10 Afghanistan Asia 1997 41.8 22227415 635.
# ℹ 1,694 more rows
gapminder_filtered <- gapminder |>
filter(year > 2000)
base_plot <- ggplot(
data = gapminder_filtered,
mapping = aes(
x = gdpPercap,
y = lifeExp,
color = continent,
size = pop
)
) +
geom_point() +
# Use dollars, and get rid of the cents part (i.e. $300 instead of $300.00)
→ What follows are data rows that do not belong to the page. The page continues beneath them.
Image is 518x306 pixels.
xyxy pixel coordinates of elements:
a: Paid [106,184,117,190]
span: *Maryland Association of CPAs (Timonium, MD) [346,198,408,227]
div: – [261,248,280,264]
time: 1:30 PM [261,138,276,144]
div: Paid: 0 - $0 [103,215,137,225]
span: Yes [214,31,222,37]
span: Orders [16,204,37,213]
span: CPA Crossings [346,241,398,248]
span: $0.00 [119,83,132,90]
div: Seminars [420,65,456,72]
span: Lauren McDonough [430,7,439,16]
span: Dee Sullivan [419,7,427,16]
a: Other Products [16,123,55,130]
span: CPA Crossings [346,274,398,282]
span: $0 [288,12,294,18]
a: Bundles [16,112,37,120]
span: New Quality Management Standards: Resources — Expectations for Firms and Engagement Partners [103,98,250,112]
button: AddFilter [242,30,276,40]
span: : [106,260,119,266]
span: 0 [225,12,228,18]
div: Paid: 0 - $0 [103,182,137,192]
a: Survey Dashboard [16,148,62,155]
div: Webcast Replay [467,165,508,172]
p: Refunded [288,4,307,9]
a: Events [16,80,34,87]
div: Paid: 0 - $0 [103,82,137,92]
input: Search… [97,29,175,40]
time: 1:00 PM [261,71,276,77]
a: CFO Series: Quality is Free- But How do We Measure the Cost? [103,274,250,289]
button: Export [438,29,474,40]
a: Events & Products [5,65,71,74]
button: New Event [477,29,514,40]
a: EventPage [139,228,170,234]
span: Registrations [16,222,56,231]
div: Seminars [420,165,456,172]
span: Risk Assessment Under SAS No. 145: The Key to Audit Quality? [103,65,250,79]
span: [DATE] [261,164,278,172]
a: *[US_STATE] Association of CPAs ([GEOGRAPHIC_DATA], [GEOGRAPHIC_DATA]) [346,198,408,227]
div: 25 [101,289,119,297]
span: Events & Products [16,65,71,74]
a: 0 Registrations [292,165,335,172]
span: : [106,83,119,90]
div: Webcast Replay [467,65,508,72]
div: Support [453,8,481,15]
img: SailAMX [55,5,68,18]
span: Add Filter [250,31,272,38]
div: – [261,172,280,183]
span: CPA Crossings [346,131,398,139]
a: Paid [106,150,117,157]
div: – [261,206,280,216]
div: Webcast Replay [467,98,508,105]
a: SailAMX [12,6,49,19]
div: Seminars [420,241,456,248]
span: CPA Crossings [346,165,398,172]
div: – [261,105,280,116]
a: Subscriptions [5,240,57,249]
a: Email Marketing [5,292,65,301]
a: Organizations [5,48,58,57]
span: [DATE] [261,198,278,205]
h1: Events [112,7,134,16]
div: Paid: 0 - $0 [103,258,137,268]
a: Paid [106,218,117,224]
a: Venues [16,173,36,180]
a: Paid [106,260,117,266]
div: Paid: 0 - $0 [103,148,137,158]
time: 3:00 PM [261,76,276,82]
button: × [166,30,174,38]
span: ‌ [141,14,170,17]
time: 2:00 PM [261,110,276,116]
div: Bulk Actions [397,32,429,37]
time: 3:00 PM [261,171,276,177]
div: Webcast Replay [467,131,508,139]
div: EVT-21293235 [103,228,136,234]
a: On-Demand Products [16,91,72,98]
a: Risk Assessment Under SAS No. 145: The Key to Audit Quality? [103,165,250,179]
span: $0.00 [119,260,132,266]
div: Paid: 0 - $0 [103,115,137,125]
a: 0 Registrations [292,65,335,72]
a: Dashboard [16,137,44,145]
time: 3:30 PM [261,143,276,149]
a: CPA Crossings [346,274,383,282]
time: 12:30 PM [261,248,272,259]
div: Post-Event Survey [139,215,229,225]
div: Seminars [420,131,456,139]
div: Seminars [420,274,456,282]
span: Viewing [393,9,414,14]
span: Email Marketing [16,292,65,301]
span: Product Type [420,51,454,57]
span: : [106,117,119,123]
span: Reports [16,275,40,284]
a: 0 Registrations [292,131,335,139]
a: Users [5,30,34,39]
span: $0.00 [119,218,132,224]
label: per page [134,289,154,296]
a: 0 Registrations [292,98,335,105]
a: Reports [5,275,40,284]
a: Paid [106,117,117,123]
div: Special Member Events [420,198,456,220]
scale_x_log10(labels = label_currency(scale_cut = cut_short_scale())) +
# Format with commas
scale_size_continuous(labels = label_comma()) +
# Use dark 3
scale_color_discrete_qualitative(palette = "Dark 3") +
labs(
x = "GDP per capita",
y = "Life expectancy",
color = "Continent",
size = "Population",
title = "Here's a cool title",
subtitle = "And here's a neat subtitle",
caption = "Source: The Gapminder Project"
) +
facet_wrap(facets = vars(year)) +
theme_grey()
base_plot
# change base font and size
theme_pretty <- function(
base_family = "Atkinson Hyperlegible",
base_size = 14,
ink = "#222222", # Cornell dark gray
paper = "#FFFFFF", # White
accent = "#B31B1B", # Carnellian
...
) {
theme_minimal(
base_family = base_family,
base_size = base_size,
ink = ink,
paper = paper,
accent = accent,
...
) +
theme_sub_panel(
# Remove minor grid lines
grid.minor = element_blank(),
# Add a thin grey border around all the plots to tie in the facet titles
border = element_rect(color = "grey90", fill = NA)
) +
theme_sub_plot(
# Bold, bigger title
title = element_text(face = "bold", size = rel(1.7)),
# Plain, slightly bigger subtitle that is grey
subtitle = element_text(
face = "plain",
size = rel(1.3),
color = "grey70"
),
# Italic, smaller, grey caption that is left-aligned
caption = element_text(
face = "italic",
size = rel(0.7),
color = "grey70",
hjust = 0
)
) +
theme_sub_legend(
# Bold legend titles
title = element_text(face = "bold")
) +
theme_sub_strip(
# Bold, slightly larger facet titles that are left-aligned for the sake of repetition
text = element_text(face = "bold", size = rel(1.1), hjust = 0),
# Add a light grey background to the facet titles, with no borders
background = element_rect(fill = "grey90", color = NA)
) +
theme_sub_axis(
# Bold axis titles
title = element_text(face = "bold"),
) +
theme_sub_axis_x(
# Add some space above the x-axis title and make it left-aligned
title = element_text(margin = margin(t = 10), hjust = 0)
) +
theme_sub_axis_y(
# Add some space to the right of the y-axis title and make it top-aligned
title = element_text(margin = margin(r = 10), hjust = 1)
)
}Theme credit: Data Visualization with R
ggplot(
data = drop_na(penguins, sex),
mapping = aes(x = bill_len, y = body_mass, color = str_to_title(sex))
) +
geom_point(size = 3, alpha = 0.5) +
scale_color_discrete_qualitative(palette = "Dark 3") +
scale_y_continuous(labels = label_comma()) +
facet_wrap(facets = vars(species)) +
labs(
x = "Bill length (mm)", y = "Body mass (g)", color = "Sex",
title = "Gentoo penguins are the largest",
subtitle = "But females are typically smaller than males",
caption = "Here's a caption"
) +
theme_pretty()
Can’t install fonts directly on system?
Use {systemfonts} and require_font() to download font automatically from Google Fonts or Font Squirrel.
ggsave() automatically uses {ragg} as of {ggplot2} 3.3.4dev chunk optionae-08Instructions
ae-08 (repo name will be suffixed with your GitHub name).renv::restore() to install the required packages, open the Quarto document in the repo, and follow along and complete the exercises.